I did. I loved it! I learned far more than academics while I was in college. I still believe that, if used properly, college can be priceless. But, if your questions are really, “What should I study?” or “How am I supposed to know what I’m supposed to do when I grow up?” I’d say…

Keep learning.

Be curious.

Investigate.

See both sides.

See all sides!

Dig down under the surface of something that doesn’t sit right with you.

Ask why.

Follow joy.

Love what you do.

Love people.

That is what you do. If you know how to do all of this…and how to be an effective communicator and how to live in alignment with your values, you win. By “win” I don’t mean that you’ll have the fanciest cars and the biggest houses (Although in your cases that is highly likely). I mean “win” in the sense of satisfying your innate needs for certainty and uncertainty, for contribution, to live with the most fulfilled hearts, and to love and to feel loved.

Live your life the way you choose.

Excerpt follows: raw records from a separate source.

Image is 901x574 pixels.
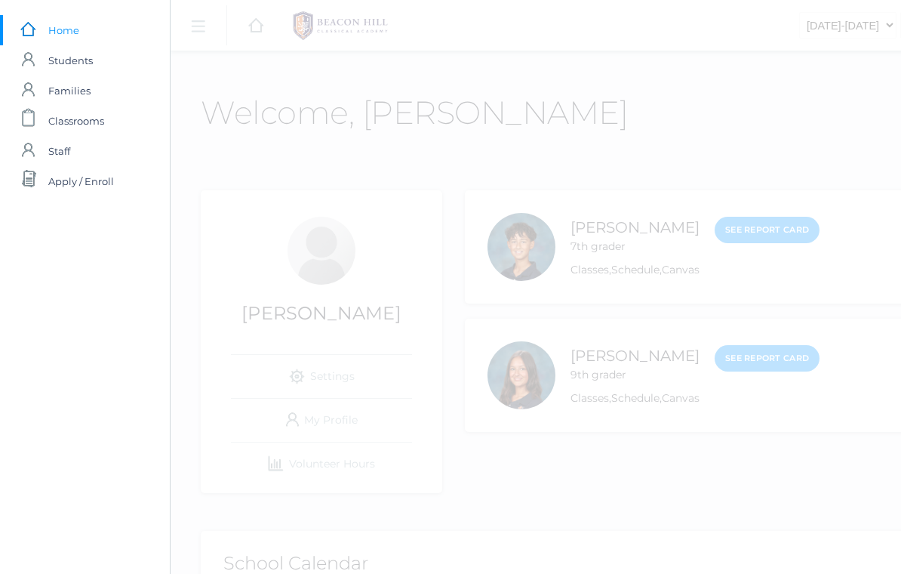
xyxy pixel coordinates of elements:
span: Home [48,15,79,45]
span: Staff [48,136,70,166]
span: Students [48,45,93,75]
span: Classrooms [48,106,104,136]
span: Families [48,75,91,106]
span: Apply / Enroll [48,166,114,196]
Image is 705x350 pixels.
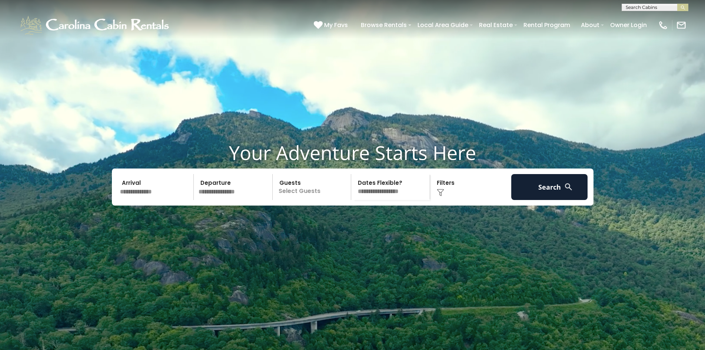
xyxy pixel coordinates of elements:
[414,19,472,32] a: Local Area Guide
[658,20,669,30] img: phone-regular-white.png
[437,189,444,196] img: filter--v1.png
[520,19,574,32] a: Rental Program
[607,19,651,32] a: Owner Login
[476,19,517,32] a: Real Estate
[512,174,588,200] button: Search
[676,20,687,30] img: mail-regular-white.png
[19,14,172,36] img: White-1-1-2.png
[578,19,603,32] a: About
[564,182,573,192] img: search-regular-white.png
[314,20,350,30] a: My Favs
[275,174,351,200] p: Select Guests
[357,19,411,32] a: Browse Rentals
[324,20,348,30] span: My Favs
[6,141,700,164] h1: Your Adventure Starts Here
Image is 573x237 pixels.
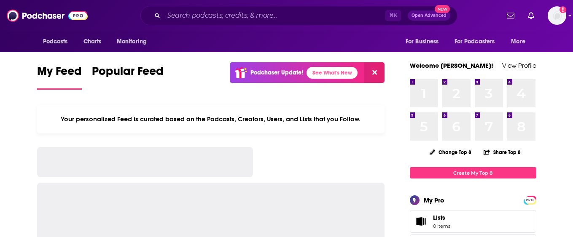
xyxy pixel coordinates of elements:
[425,147,477,158] button: Change Top 8
[37,34,79,50] button: open menu
[164,9,385,22] input: Search podcasts, credits, & more...
[424,196,444,204] div: My Pro
[525,197,535,203] a: PRO
[117,36,147,48] span: Monitoring
[548,6,566,25] img: User Profile
[408,11,450,21] button: Open AdvancedNew
[411,13,446,18] span: Open Advanced
[502,62,536,70] a: View Profile
[78,34,107,50] a: Charts
[406,36,439,48] span: For Business
[559,6,566,13] svg: Add a profile image
[433,214,450,222] span: Lists
[413,216,430,228] span: Lists
[433,223,450,229] span: 0 items
[435,5,450,13] span: New
[111,34,158,50] button: open menu
[140,6,457,25] div: Search podcasts, credits, & more...
[433,214,445,222] span: Lists
[83,36,102,48] span: Charts
[505,34,536,50] button: open menu
[525,197,535,204] span: PRO
[7,8,88,24] img: Podchaser - Follow, Share and Rate Podcasts
[410,62,493,70] a: Welcome [PERSON_NAME]!
[37,64,82,83] span: My Feed
[454,36,495,48] span: For Podcasters
[483,144,521,161] button: Share Top 8
[92,64,164,83] span: Popular Feed
[524,8,537,23] a: Show notifications dropdown
[43,36,68,48] span: Podcasts
[410,167,536,179] a: Create My Top 8
[385,10,401,21] span: ⌘ K
[306,67,357,79] a: See What's New
[400,34,449,50] button: open menu
[511,36,525,48] span: More
[92,64,164,90] a: Popular Feed
[548,6,566,25] span: Logged in as kkade
[410,210,536,233] a: Lists
[37,105,385,134] div: Your personalized Feed is curated based on the Podcasts, Creators, Users, and Lists that you Follow.
[548,6,566,25] button: Show profile menu
[37,64,82,90] a: My Feed
[449,34,507,50] button: open menu
[250,69,303,76] p: Podchaser Update!
[503,8,518,23] a: Show notifications dropdown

It’s yours, and it just might be the only one you get.

Oh yeah. One last thing to keep in mind…

If you go back far enough, scientists believed that if a human traveled faster than a horse he or she would die. They then believed that if human beings traveled faster than 1 mile per minute they would die. That’s 60 miles per hour. Then, science passionately proclaimed and proved that man cannot survive breaking the sound barrier. Clearly not true.

Now, in spite of all of those ridiculous “scientifically backed” and disproved assumptions, scientists claim that traveling at the speed of light is impossible. What do you think?

We; your parents, your teachers, your government…we’re clueless…and I’m OK with that. That’s the way it’s meant to be.

But when I’m long gone, when you guys have those new pocket time machines, will you set the time for today and come back so I can give you guys just one more hug?

I love you, boys.

#5words

Love, Dad.

Published by AndyBlasquez

California native, single dad of the two kindest souls on earth, teacher, speaker, author, vegan athlete, musician, rebel.